Open leocasarsa opened 8 years ago
echo .backup foo-42.bdb | sqlite3 ./foo.bdb
Also, if you want to do something hypothetically, without permanently modifying the database, you can do it inside a transaction:
bdb.execute('BEGIN')
# Mess around -- interactively, if you like.
bdb.execute('...')
# File will not be modified until:
bdb.execute('COMMIT')
Or a savepoint, which is nicer for the Python API and nests, unlike transactions:
with bdb.savepoint():
bdb.execute('...')
# not saved yet
print 'ok'
# saved once you see 'ok'
If you don't like your hypothetical changes, you can roll back out of a transaction, or raise an exception to abort a savepoint:
bdb.execute('BEGIN')
...
bdb.execute('ROLLBACK')
try:
with bdb.savepoint():
...
if not ok:
raise NotOKException
except NotOKException:
pass
Nice! We should either make this more visible or make it standard to be inside a transaction.
http://probcomp.csail.mit.edu/bayesdb/doc/bql.html#transactions http://probcomp.csail.mit.edu/bayesdb/doc/api.html#bayeslite.BayesDB.savepoint
The docstring for BayesDB.savepoint() is a little terse. I will expand with a short example.
The autosave system of bdb files makes it hard to track in which state the bdb file currently is.
Granted, one could do this by initializing a population and calling
pop.analysis_status()
, for instance, but this is not quick to do if someone works on multiple bdb files. Being able to copy and rename the bdb file after making the population - or maybe after each crucial inference step to avoid losing previous costly inference steps- would come in handy.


◆ Work instructions ◆
The listing is to be printed word for word, pictures omitted.

◆ Provided records ◆
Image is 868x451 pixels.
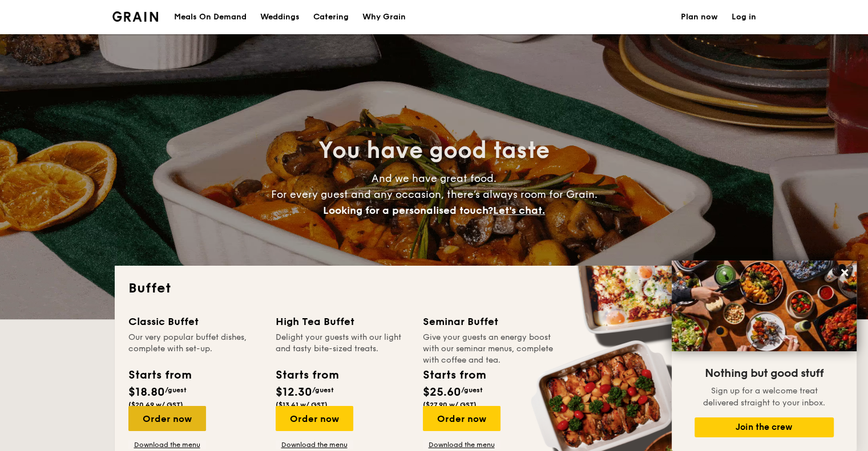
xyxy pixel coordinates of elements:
[493,204,545,216] span: Let's chat.
[423,367,485,384] div: Starts from
[275,386,312,399] span: $12.30
[275,332,409,358] div: Delight your guests with our light and tasty bite-sized treats.
[129,367,191,384] div: Starts from
[312,386,333,394] span: /guest
[129,314,262,330] div: Classic Buffet
[275,401,328,409] span: ($13.41 w/ GST)
[129,332,262,358] div: Our very popular buffet dishes, complete with set-up.
[423,332,556,358] div: Give your guests an energy boost with our seminar menus, complete with coffee and tea.
[112,12,158,22] a: Logotype
[423,441,500,450] a: Download the menu
[129,386,165,399] span: $18.80
[129,406,206,431] div: Order now
[694,417,834,437] button: Join the crew
[129,280,740,298] h2: Buffet
[672,260,856,351] img: DSC07876-Edit02-Large.jpeg
[275,406,353,431] div: Order now
[112,12,158,22] img: Grain
[703,386,825,408] span: Sign up for a welcome treat delivered straight to your inbox.
[423,386,461,399] span: $25.60
[835,264,854,282] button: Close
[423,314,556,330] div: Seminar Buffet
[423,401,476,409] span: ($27.90 w/ GST)
[461,386,483,394] span: /guest
[423,406,500,431] div: Order now
[275,314,409,330] div: High Tea Buffet
[323,204,493,216] span: Looking for a personalised touch?
[271,173,597,216] span: And we have great food. For every guest and any occasion, there’s always room for Grain.
[129,401,183,409] span: ($20.49 w/ GST)
[275,441,353,450] a: Download the menu
[165,386,187,394] span: /guest
[319,137,549,164] span: You have good taste
[129,441,206,450] a: Download the menu
[275,367,338,384] div: Starts from
[704,367,823,381] span: Nothing but good stuff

◆ Task answer ◆
Image is 868x451 pixels.
xyxy pixel coordinates of elements:
[493,204,545,216] span: Let's chat.
[423,367,485,384] div: Starts from
[275,386,312,399] span: $12.30
[275,332,409,358] div: Delight your guests with our light and tasty bite-sized treats.
[129,367,191,384] div: Starts from
[312,386,333,394] span: /guest
[129,314,262,330] div: Classic Buffet
[275,401,328,409] span: ($13.41 w/ GST)
[129,332,262,358] div: Our very popular buffet dishes, complete with set-up.
[423,332,556,358] div: Give your guests an energy boost with our seminar menus, complete with coffee and tea.
[112,12,158,22] a: Logotype
[423,441,500,450] a: Download the menu
[129,386,165,399] span: $18.80
[129,406,206,431] div: Order now
[694,417,834,437] button: Join the crew
[129,280,740,298] h2: Buffet
[672,260,856,351] img: DSC07876-Edit02-Large.jpeg
[275,406,353,431] div: Order now
[112,12,158,22] img: Grain
[703,386,825,408] span: Sign up for a welcome treat delivered straight to your inbox.
[423,386,461,399] span: $25.60
[835,264,854,282] button: Close
[423,314,556,330] div: Seminar Buffet
[423,401,476,409] span: ($27.90 w/ GST)
[461,386,483,394] span: /guest
[423,406,500,431] div: Order now
[275,314,409,330] div: High Tea Buffet
[323,204,493,216] span: Looking for a personalised touch?
[271,173,597,216] span: And we have great food. For every guest and any occasion, there’s always room for Grain.
[129,401,183,409] span: ($20.49 w/ GST)
[275,441,353,450] a: Download the menu
[165,386,187,394] span: /guest
[319,137,549,164] span: You have good taste
[129,441,206,450] a: Download the menu
[275,367,338,384] div: Starts from
[704,367,823,381] span: Nothing but good stuff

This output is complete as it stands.